Education

Guilford County Schools names three new principals for next school year

Three Guilford County schools will start the next year with new principals, including one leader who helped cut office referrals 25% at Alamance Elementary.

Marcus Williams··2 min read
Published
Listen to this article0:00 min
Guilford County Schools names three new principals for next school year
Source: pexels.com

Three Guilford County schools will start the next school year with new principals, putting new leaders in charge of academic recovery, school culture and parent communication at Foust Elementary, Southeast Middle and Alamance Elementary. Guilford County Schools announced the appointments June 9 after a Board of Education work session at the Community Education Center in Greensboro, and the changes take effect July 1, 2026.
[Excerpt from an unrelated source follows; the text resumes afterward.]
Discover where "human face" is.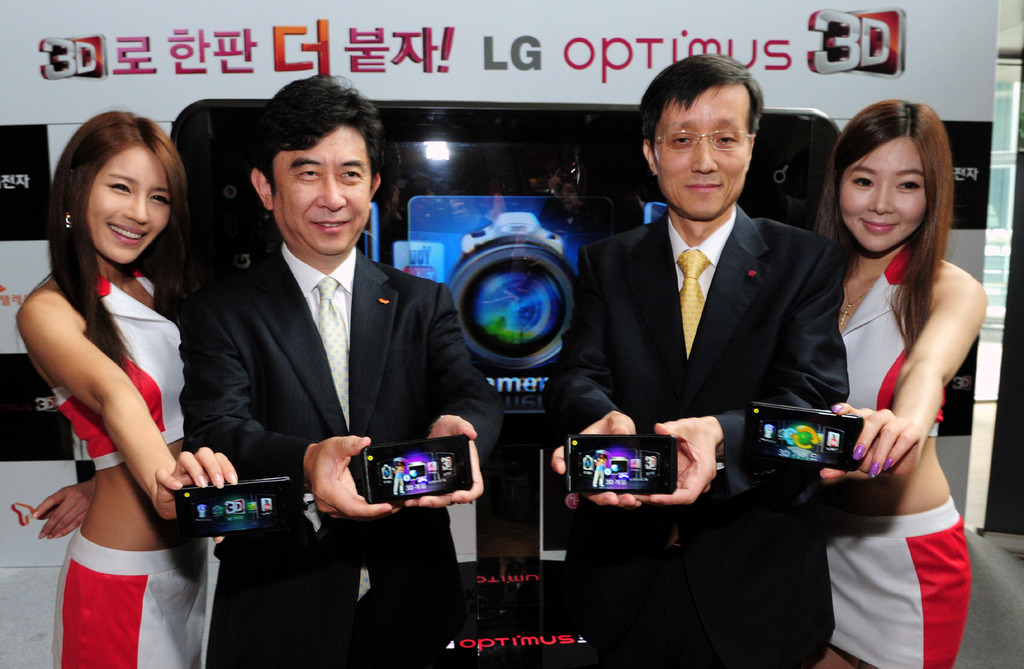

At Foust Elementary, Gabrielle Hall arrives with a résumé built around instruction and intervention. Hall most recently served as executive director of curriculum and instruction at Durham Public Schools, where she helped schools develop, implement and monitor academic intervention plans for students with academic concerns. She also spent two years as principal at Western Alamance Middle School and four years as an assistant principal in Guilford County Schools, giving Foust a leader who already knows the district and has managed a school campus from the principal’s chair.

AI-generated illustration
AI-generated illustration

Southeast Middle will be led by Emily Stevenson, who had been an assistant principal at Eastern High since 2022 and was named Guilford County Schools’ 2025 Assistant Principal of the Year. Her work at Eastern Guilford High School centered on data-driven instruction, evaluation and feedback for the math and social studies departments, student focus groups and the RISE, or Reimagining Schools Everywhere, program. For Southeast families, Stevenson’s promotion signals a focus on measurable academic work and student engagement, not just a change in title.

Olivia Stone’s move to principal at Alamance Elementary gives the school a leader with deep roots on campus and in the district. Stone has worked in Guilford County Schools for 21 years, including 15 years as a special education teacher and four years as a school administrator. District records credit her leadership with helping improve the school performance grade in 2025 and reducing office referrals by 25 percent, a combination that matters to parents watching both academic results and day-to-day behavior. She was named Alamance Teacher of the Year in 2010 and a North Carolina Teacher of Excellence in 2011.

The district’s choice to elevate Hall, Stevenson and Stone reflects a broader emphasis on instructional leadership and continuity before the new year begins. Hall holds degrees from the University of North Carolina at Greensboro and the University of South Carolina, Stevenson from North Carolina State University, Liberty University and Appalachian State University, and Stone from Liberty University and UNCG. For families, the real test begins in August, when each principal has to turn that background into steadier classrooms, clearer expectations and a school year that starts with confidence.

This article was produced by Prism’s automated news system from verified source data, official records, and press releases, then run through automated quality and moderation checks before publishing. The system is built and supervised by the people who set the standards it runs under. Read our full AI policy.

Did this article answer your question?